The two tightest constraints on OC's IMBH mass are irreconcilable at face value. This workflow walks through each measurement, quantifies the tension, cross-checks with accretion physics, and identifies which upcoming observation closes the gap first.
Häberle et al. 2024 (Nature 631:285) identified seven fast-moving stars in OC's innermost 3 arcseconds using more than 500 HST images over two decades. The minimum enclosed mass required to keep those stars bound establishes a firm lower limit on any central compact object: ≥ 8,200 M☉. Their best-fit mass for a point source is 39,000–47,000 M☉, but the lower limit at the stated confidence level is 8,200 M☉.
Bañares-Hernández et al. 2025 (A&A 693:A104) combined VLT stellar kinematics with pulsar timing accelerations for OC's millisecond pulsars. Their joint analysis favors an extended central mass distribution (~2–3 × 10⁵ M☉) over a single IMBH, and places a 3σ upper limit of ≤ 6,000 M☉ on any central point mass. This is formally in tension with the Häberle lower bound.
The accretion state of an IMBH depends on its mass through the Eddington luminosity and Bondi radius. González Prieto et al. 2025 (arXiv:2512.09649) found no radio or X-ray counterpart, constraining the radiative efficiency to η ≲ 8 × 10⁻⁵. Crucially, this constraint is stronger at higher mass (larger Bondi radius → more predicted accretion → tighter efficiency limit). The accretion non-detection thus provides an independent cross-check on the allowed mass range.
Four instruments will independently constrain the IMBH mass in the next decade. The tension will be resolved when two methods agree. Set your confidence level for each instrument and see which combination closes the gap first.
The IMBH mass tension between Häberle et al. 2024 (≥8,200 M☉ lower bound from stellar kinematics) and Bañares-Hernández et al. 2025 (≤6,000 M☉ upper bound from pulsar timing) represents the sharpest open question in OC science. Both measurements are methodologically sound; the tension is real. Accretion non-detections (González Prieto 2025) are consistent with both mass scenarios at ADAF efficiencies. The tension window of 6,000–8,200 M☉ will be resolved by: (1) Gaia DR4 IMBH proper-motion astrometry (2026), (2) new MeerKAT/TRAPUM pulsars deepening the timing constraint, or (3) Roman Space Telescope microlensing (2027+). LISA will provide a definitive measurement via IMRI after 2035.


• **Work item**
Only one stretch of the data below is wanted: the lines from the one with "You are a GUI" through the one with "The image size is (998, 467).", repeated exactly.

• • • •

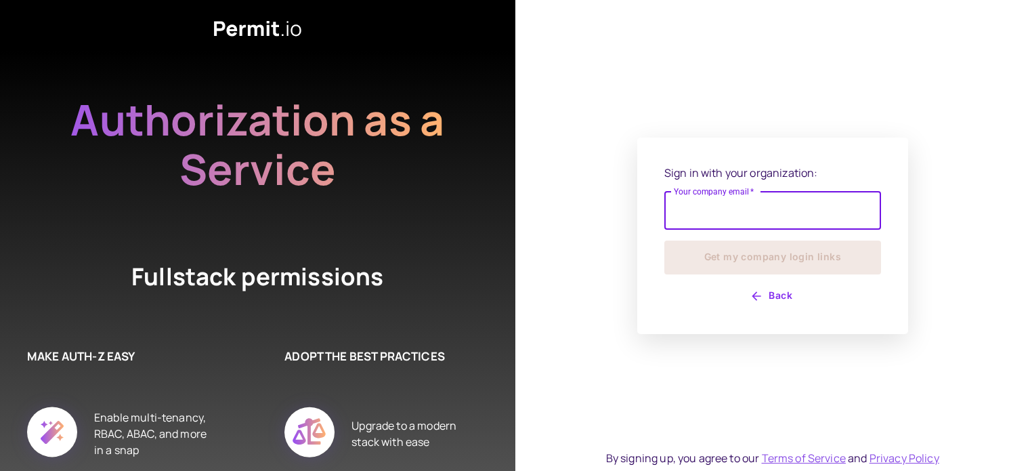 The height and width of the screenshot is (471, 1030). Describe the element at coordinates (122, 356) in the screenshot. I see `h6: MAKE AUTH-Z EASY` at that location.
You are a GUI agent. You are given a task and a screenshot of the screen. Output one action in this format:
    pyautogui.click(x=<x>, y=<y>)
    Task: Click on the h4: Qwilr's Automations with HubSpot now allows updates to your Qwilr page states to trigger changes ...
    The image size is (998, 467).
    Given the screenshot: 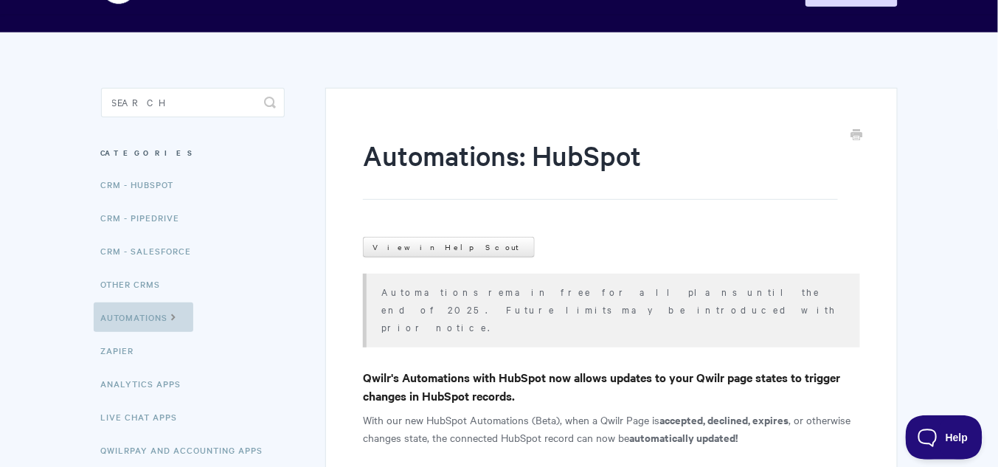 What is the action you would take?
    pyautogui.click(x=611, y=387)
    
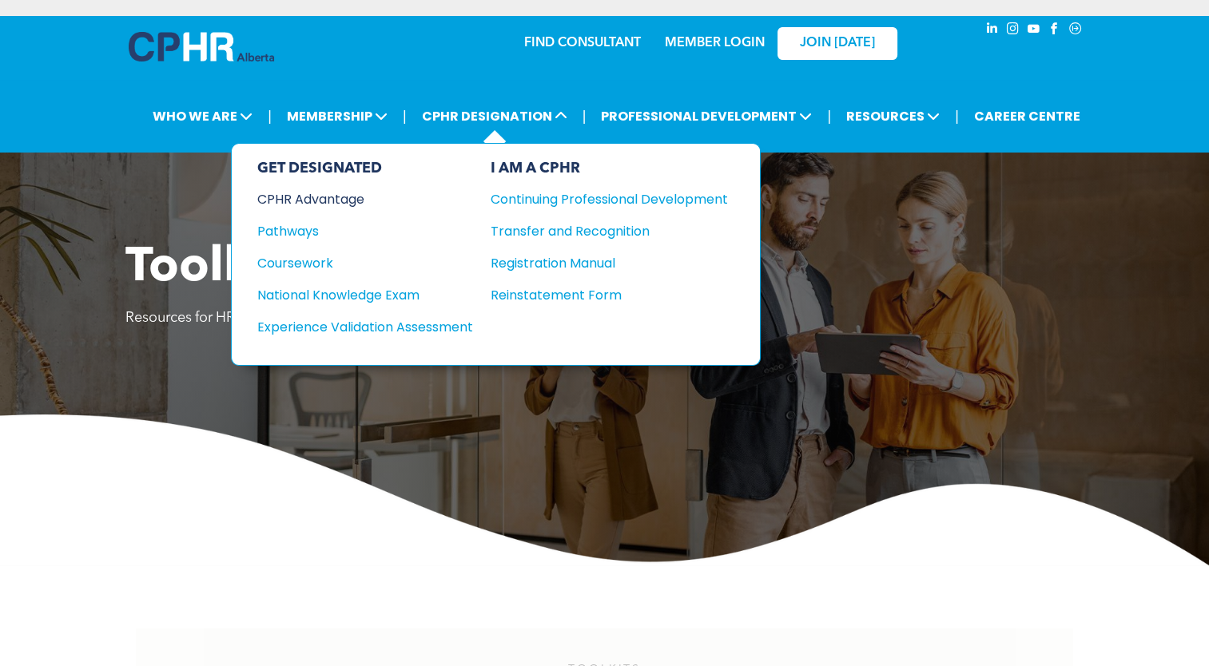 This screenshot has width=1209, height=666. Describe the element at coordinates (495, 116) in the screenshot. I see `span: CPHR DESIGNATION` at that location.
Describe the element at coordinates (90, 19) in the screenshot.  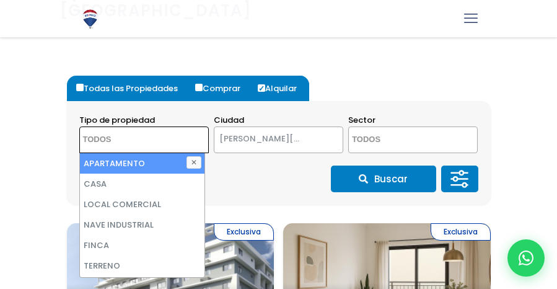
I see `img: Logo de REMAX` at that location.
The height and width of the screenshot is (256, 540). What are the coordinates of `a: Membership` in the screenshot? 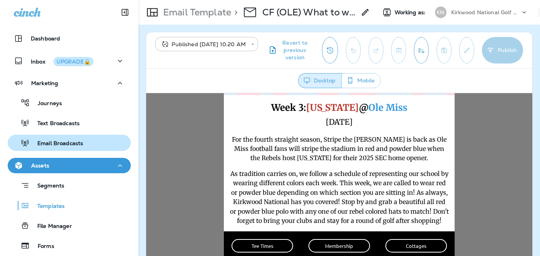 It's located at (193, 152).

• • • •

• **Solution for this exercise**
You are a GUI agent. You are given a task and a screenshot of the screen. Output one action in this format:
    pyautogui.click(x=<x>, y=<y>)
    Task: Click on the h4: Qwilr's Automations with HubSpot now allows updates to your Qwilr page states to trigger changes ...
    The image size is (998, 467).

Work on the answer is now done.